SpaceX IPO left $16.7 billion off its balance sheet, analysis says
SpaceX’s June debut raised $86 billion, but Fortune says its pricing handed investors a record first-day windfall as AI spending accelerates.
By Daniel Okafor · Business Editor
3 min read
SpaceX’s June 12 market debut may have cost the company $16.7 billion in proceeds it could have used for its expanding AI business, according to a Fortune analysis. The figure matters because SpaceX’s own filing says the AI push will require large spending on computing, infrastructure, power generation, model training and product development.
Fortune reported that SpaceX sold shares at $135 in its IPO and that the stock closed its first session at $160.75, a 19% gain. Jay Ritter, a University of Florida professor who tracks IPOs, told Fortune that the one-day gap represented $14.5 billion left on the table under his standard methodology.
Fortune said that figure rises to $16.7 billion when including the 15% overallotment option, known as the Green Shoe, that underwriters can distribute at the IPO price if shares rise. Ritter’s IPO rankings, as described by Fortune, show SpaceX’s amount would be far above the prior ordinary-share record of $5.9 billion from Visa’s 2008 offering.
A record offering with a costly first-day gap
Fortune reported that SpaceX’s IPO raised $86 billion including the overallotment and valued the company at more than $2 trillion by the first-day close. The publication said the 19% first-day rise matched the average IPO pop over recent decades in Ritter’s data, which made the percentage move appear restrained.
The dollar amount told a different story, according to Fortune. The publication said only five IPOs had produced first-day gains, including overallotments, above $4 billion, and that SpaceX’s estimated $16.7 billion exceeded the combined total of several of the biggest prior U.S. ordinary-share examples it cited.
Fortune also noted that Alibaba’s 2014 offering left more than $9 billion on the table, but said Ritter’s table excludes that deal because it used American depositary receipts rather than ordinary shares.
AI spending puts pressure on cash
Fortune reported that SpaceX posted $18.7 billion in revenue last year. The company’s filing showed AI-related capital expenditure of $12.7 billion last year, equal to 81% of its plant and equipment spending, according to Fortune.
In the first quarter, Fortune said SpaceX’s spending on data centers, GPUs and related AI infrastructure rose to $7.7 billion. The company’s S-1 filing said its AI business was still at an early stage and would need significant capital expenditure for compute, infrastructure, power generation, model training and product development.
Fortune reported that SpaceX spent $31 billion on capital expenditure over the past five quarters, four times the cash it generated from operations. The publication attributed the shortfall to losses in AI and smaller losses in rockets, offset by profits from Starlink.
The IPO proceeds are also partly committed elsewhere, according to Fortune. The company’s S-1 said SpaceX had set aside $62.6 billion, or 71% of the $86 billion raised including the Green Shoe, for obligations including repayment of a Tesla loan and an EchoStar spectrum acquisition closing, Fortune reported.
Fortune said that leaves about $23 billion from the offering for AI capital expenditure. Combined with $24 billion of cash at the end of the first quarter, the publication said SpaceX had less than $50 billion available before considering the $16.7 billion it did not capture through IPO pricing.
Dilution risk enters the picture
Fortune reported that SpaceX shares continued to rise after the IPO, closing at $185 on June 18 and lifting the company’s valuation to $2.44 trillion. David Trainer, chief executive of New Constructs, previously estimated for Fortune that SpaceX would need $1.1 trillion in revenue by 2035 to deliver decent returns to investors buying at $135.
Fortune’s Shawn Tully estimated that buyers at the later market price would need SpaceX revenue of $1.5 trillion in 10 years to earn fairly good returns. Fortune also cited an X post from Elon Musk in which he suggested SpaceX could reach $1 trillion in sales by 2031.
SpaceX announced on June 16 that it would buy coding agent Cursor for $60 billion in stock, Fortune reported. The publication said the deal would dilute shareholders by 2.4% at a $2.6 trillion valuation, with more dilution possible if the share price falls before closing.
This story draws on original reporting from Fortune.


**DIRECTIONS FOR THIS TASK**.
In the entries below, find each line with the word "Endemic" and return it.

(Data extracted from a collection)
=== Begin Enclosure ===

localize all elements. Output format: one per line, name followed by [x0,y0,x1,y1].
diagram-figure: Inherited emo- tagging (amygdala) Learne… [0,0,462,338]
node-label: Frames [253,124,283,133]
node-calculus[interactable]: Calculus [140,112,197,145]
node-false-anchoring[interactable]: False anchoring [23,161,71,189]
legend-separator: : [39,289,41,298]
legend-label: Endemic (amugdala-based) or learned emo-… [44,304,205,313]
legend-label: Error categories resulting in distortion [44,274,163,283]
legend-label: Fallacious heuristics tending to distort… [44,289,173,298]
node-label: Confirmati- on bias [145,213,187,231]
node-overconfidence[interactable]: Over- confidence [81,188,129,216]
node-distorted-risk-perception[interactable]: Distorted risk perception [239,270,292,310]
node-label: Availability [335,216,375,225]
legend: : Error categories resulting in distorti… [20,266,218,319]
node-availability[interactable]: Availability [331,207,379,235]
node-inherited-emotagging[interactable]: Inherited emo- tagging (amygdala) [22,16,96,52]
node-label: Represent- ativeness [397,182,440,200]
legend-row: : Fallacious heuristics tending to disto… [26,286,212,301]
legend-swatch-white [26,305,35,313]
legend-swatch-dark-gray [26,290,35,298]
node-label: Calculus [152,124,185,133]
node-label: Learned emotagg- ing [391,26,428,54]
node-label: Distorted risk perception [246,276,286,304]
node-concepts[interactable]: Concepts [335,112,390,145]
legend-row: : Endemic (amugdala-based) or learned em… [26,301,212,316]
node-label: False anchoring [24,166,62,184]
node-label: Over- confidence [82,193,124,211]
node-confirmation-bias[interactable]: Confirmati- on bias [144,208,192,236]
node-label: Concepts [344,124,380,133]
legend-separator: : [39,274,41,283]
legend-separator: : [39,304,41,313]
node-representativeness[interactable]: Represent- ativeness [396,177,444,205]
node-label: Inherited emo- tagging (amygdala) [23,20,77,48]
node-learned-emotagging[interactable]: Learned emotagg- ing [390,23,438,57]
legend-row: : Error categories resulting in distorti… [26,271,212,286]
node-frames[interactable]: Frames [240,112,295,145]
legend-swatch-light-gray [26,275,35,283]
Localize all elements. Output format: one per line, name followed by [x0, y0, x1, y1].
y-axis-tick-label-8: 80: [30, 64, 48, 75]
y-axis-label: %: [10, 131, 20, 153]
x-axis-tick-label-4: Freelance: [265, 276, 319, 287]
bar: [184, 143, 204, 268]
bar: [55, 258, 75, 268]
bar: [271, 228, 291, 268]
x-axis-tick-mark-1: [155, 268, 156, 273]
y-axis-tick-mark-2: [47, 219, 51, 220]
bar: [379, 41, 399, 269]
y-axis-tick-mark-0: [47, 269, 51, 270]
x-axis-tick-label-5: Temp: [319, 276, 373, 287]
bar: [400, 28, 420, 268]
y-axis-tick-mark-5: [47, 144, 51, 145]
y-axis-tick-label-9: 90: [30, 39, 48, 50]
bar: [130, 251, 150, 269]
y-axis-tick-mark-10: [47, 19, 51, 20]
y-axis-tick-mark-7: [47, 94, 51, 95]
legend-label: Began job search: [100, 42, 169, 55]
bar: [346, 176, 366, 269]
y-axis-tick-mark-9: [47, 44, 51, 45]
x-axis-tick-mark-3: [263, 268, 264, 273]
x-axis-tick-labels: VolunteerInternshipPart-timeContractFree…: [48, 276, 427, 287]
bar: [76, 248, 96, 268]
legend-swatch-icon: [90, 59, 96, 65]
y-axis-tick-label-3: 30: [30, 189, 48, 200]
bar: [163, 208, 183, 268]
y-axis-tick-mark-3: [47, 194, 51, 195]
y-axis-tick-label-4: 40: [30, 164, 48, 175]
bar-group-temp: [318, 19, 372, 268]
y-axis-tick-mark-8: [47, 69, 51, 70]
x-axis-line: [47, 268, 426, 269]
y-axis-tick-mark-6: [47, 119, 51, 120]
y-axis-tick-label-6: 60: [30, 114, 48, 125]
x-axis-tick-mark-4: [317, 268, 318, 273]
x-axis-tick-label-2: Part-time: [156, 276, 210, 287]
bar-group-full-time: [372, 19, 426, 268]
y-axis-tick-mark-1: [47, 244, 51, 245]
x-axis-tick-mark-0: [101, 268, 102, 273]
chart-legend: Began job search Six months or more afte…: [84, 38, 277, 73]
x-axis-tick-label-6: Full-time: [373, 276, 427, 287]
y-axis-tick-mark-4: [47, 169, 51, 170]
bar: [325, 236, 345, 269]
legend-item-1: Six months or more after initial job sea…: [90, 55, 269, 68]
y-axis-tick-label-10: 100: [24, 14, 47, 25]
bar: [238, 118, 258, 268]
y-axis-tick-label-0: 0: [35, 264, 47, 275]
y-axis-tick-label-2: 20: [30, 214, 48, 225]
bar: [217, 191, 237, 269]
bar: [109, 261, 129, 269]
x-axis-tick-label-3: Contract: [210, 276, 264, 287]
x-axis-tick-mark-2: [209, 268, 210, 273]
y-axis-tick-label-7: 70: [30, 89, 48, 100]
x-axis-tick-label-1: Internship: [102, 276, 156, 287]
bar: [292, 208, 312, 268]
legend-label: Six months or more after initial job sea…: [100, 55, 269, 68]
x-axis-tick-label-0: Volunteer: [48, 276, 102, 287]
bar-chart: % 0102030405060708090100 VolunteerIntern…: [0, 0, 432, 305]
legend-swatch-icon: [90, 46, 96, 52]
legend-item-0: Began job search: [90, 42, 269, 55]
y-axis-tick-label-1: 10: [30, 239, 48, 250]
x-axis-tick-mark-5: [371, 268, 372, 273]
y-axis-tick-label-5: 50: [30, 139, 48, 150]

=== End Enclosure ===

**EXERCISE ANSWER**.
legend-label: Endemic (amugdala-based) or learned emo-… [44,304,205,313]
legend-row: : Endemic (amugdala-based) or learned em… [26,301,212,316]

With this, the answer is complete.